MARENGO, Illinois — A French religious order has reached a preliminary agreement with a northern Illinois county that would allow nuns to build a winery, brewery, gift shop and a co-ed boarding school there.

The consent decree reached between McHenry County and Fraternite Notre Dame Inc. would end nearly four years of litigation and local opposition to the order’s planned expansion of its operation in Marengo, 60 miles (100 kilometers) northwest of Chicago.

In 2015, the order sued the county’s officials, alleging that by blocking the expansion the county was violating the U.S. Religious Land Use and Institutionalized Persons Act and the Illinois Religious Freedom Restoration Act.

Fraternite Notre Dame, Inc. was established in 1977 and consists of nuns and priests with a Mother House in Chicago. It is not part of the Roman Catholic Church, which the lawsuit alleges was also the basis of complaints against the order.

Before U.S. Magistrate Judge Iain Johnston decides the case, he is scheduled to preside over a public hearing Oct. 21 in federal court in Rockford, the Chicago Tribune reported http://www.chicagotribune.com .

County board Chairman Jack Franks and McHenry County State’s Attorney Patrick Kenneally, whose office negotiated the agreement, declined to comment.

Fraternite already runs a church, convent, monastery and bakery on the site. Under the consent decree, the order would also be allowed to build a 15,000-square-foot (1,400-sq. meter) barnlike winery and brewery, and a three-story, 28,000-square-foot (2,600-sq. meter) boarding school for up to 80 kindergarten through high school students, with separate dorms for boys and girls.

The area is mostly rural and some residents of a nearby neighborhood cited concerns about potential traffic and other problems.

Kristin Ottolino, who said she lives several miles from the site and has spearheaded much of the opposition, called the potential agreement “horrible.” She said the nuns would be running a tax-free business while also bringing crime into the area by operating a school for troubled youth. The children would likely come from a crime-ridden Chicago neighborhood, Ottolino claimed.

“We moved out of Chicago to get away from crime,” she said. “I think it’s awful they’re not listening to the community.”

James Geoly, an attorney for Fraternite, disputed Ottolino’s claims.

“I think the risk of crime by the children under the nuns’ supervision is between minimal and zero,” he said, saying the school would be run in “the most strict traditionalist Catholic tradition.”

Under the decree, the nuns agreed to keep at least 60% of the site undeveloped. The business would be restricted to four 26-foot (8-meter) box trucks or smaller. Any construction must be completed within five years.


> _PROBLEM DETAILS_
Quote all of the data exactly as given. Skip every picture it contains.

++++

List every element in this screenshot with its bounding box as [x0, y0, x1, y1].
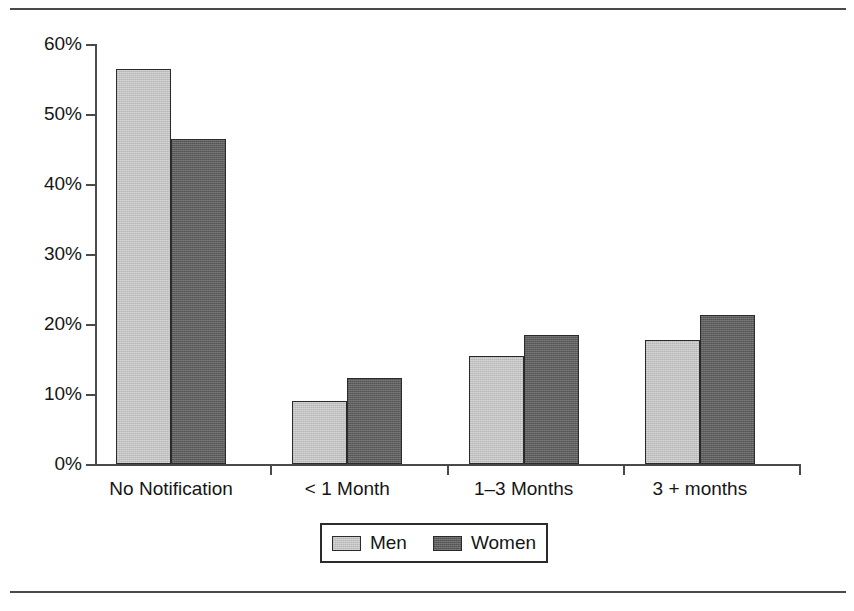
y-tick-mark: [86, 184, 96, 186]
y-tick-label: 60%: [44, 33, 82, 55]
bar-men-0: [116, 69, 171, 465]
bar-women-2: [524, 335, 579, 465]
figure-panel: 0%10%20%30%40%50%60% No Notification< 1 …: [0, 0, 854, 611]
y-tick-label: 50%: [44, 103, 82, 125]
x-tick-mark: [270, 464, 272, 475]
legend-swatch-men-icon: [332, 536, 361, 551]
x-tick-mark: [799, 464, 801, 475]
bar-women-1: [347, 378, 402, 464]
plot-area: 0%10%20%30%40%50%60%: [95, 44, 800, 464]
y-tick-label: 30%: [44, 243, 82, 265]
top-divider-rule: [10, 8, 846, 10]
y-tick-mark: [86, 464, 96, 466]
legend-swatch-women-icon: [433, 536, 462, 551]
x-tick-mark: [447, 464, 449, 475]
y-tick-mark: [86, 44, 96, 46]
bar-men-2: [469, 356, 524, 465]
bar-men-1: [292, 401, 347, 464]
x-axis-label-2: 1–3 Months: [474, 478, 573, 500]
y-tick-label: 20%: [44, 313, 82, 335]
legend-item-women: Women: [433, 532, 536, 554]
bar-men-3: [645, 340, 700, 464]
y-tick-mark: [86, 254, 96, 256]
y-tick-label: 10%: [44, 383, 82, 405]
x-tick-mark: [623, 464, 625, 475]
y-tick-mark: [86, 114, 96, 116]
y-tick-mark: [86, 394, 96, 396]
legend-item-men: Men: [332, 532, 407, 554]
x-axis-label-0: No Notification: [109, 478, 233, 500]
legend-label-men: Men: [370, 532, 407, 554]
legend-label-women: Women: [471, 532, 536, 554]
bar-women-3: [700, 315, 755, 464]
x-axis-label-1: < 1 Month: [305, 478, 390, 500]
bottom-divider-rule: [10, 591, 846, 593]
y-tick-label: 40%: [44, 173, 82, 195]
x-axis-label-3: 3 + months: [653, 478, 748, 500]
bar-women-0: [171, 139, 226, 465]
y-tick-mark: [86, 324, 96, 326]
chart-legend: Men Women: [320, 523, 548, 563]
y-tick-label: 0%: [55, 453, 82, 475]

++++

> _EXERCISE OUTPUT_
List every element in this screenshot with its bounding box as [x0, y0, x1, y1].
y-tick-mark: [86, 184, 96, 186]
y-tick-label: 60%: [44, 33, 82, 55]
bar-men-0: [116, 69, 171, 465]
bar-women-2: [524, 335, 579, 465]
figure-panel: 0%10%20%30%40%50%60% No Notification< 1 …: [0, 0, 854, 611]
y-tick-label: 50%: [44, 103, 82, 125]
x-tick-mark: [270, 464, 272, 475]
legend-swatch-men-icon: [332, 536, 361, 551]
x-tick-mark: [799, 464, 801, 475]
bar-women-1: [347, 378, 402, 464]
plot-area: 0%10%20%30%40%50%60%: [95, 44, 800, 464]
y-tick-label: 30%: [44, 243, 82, 265]
top-divider-rule: [10, 8, 846, 10]
y-tick-mark: [86, 464, 96, 466]
legend-swatch-women-icon: [433, 536, 462, 551]
x-tick-mark: [447, 464, 449, 475]
y-tick-mark: [86, 44, 96, 46]
bar-men-2: [469, 356, 524, 465]
bar-men-1: [292, 401, 347, 464]
x-axis-label-2: 1–3 Months: [474, 478, 573, 500]
y-tick-label: 20%: [44, 313, 82, 335]
legend-item-women: Women: [433, 532, 536, 554]
bar-men-3: [645, 340, 700, 464]
y-tick-mark: [86, 254, 96, 256]
y-tick-label: 10%: [44, 383, 82, 405]
x-tick-mark: [623, 464, 625, 475]
y-tick-mark: [86, 114, 96, 116]
y-tick-mark: [86, 394, 96, 396]
legend-item-men: Men: [332, 532, 407, 554]
x-axis-label-0: No Notification: [109, 478, 233, 500]
legend-label-men: Men: [370, 532, 407, 554]
legend-label-women: Women: [471, 532, 536, 554]
bar-women-3: [700, 315, 755, 464]
x-axis-label-1: < 1 Month: [305, 478, 390, 500]
bottom-divider-rule: [10, 591, 846, 593]
y-tick-label: 40%: [44, 173, 82, 195]
x-axis-label-3: 3 + months: [653, 478, 748, 500]
bar-women-0: [171, 139, 226, 465]
y-tick-mark: [86, 324, 96, 326]
chart-legend: Men Women: [320, 523, 548, 563]
y-tick-label: 0%: [55, 453, 82, 475]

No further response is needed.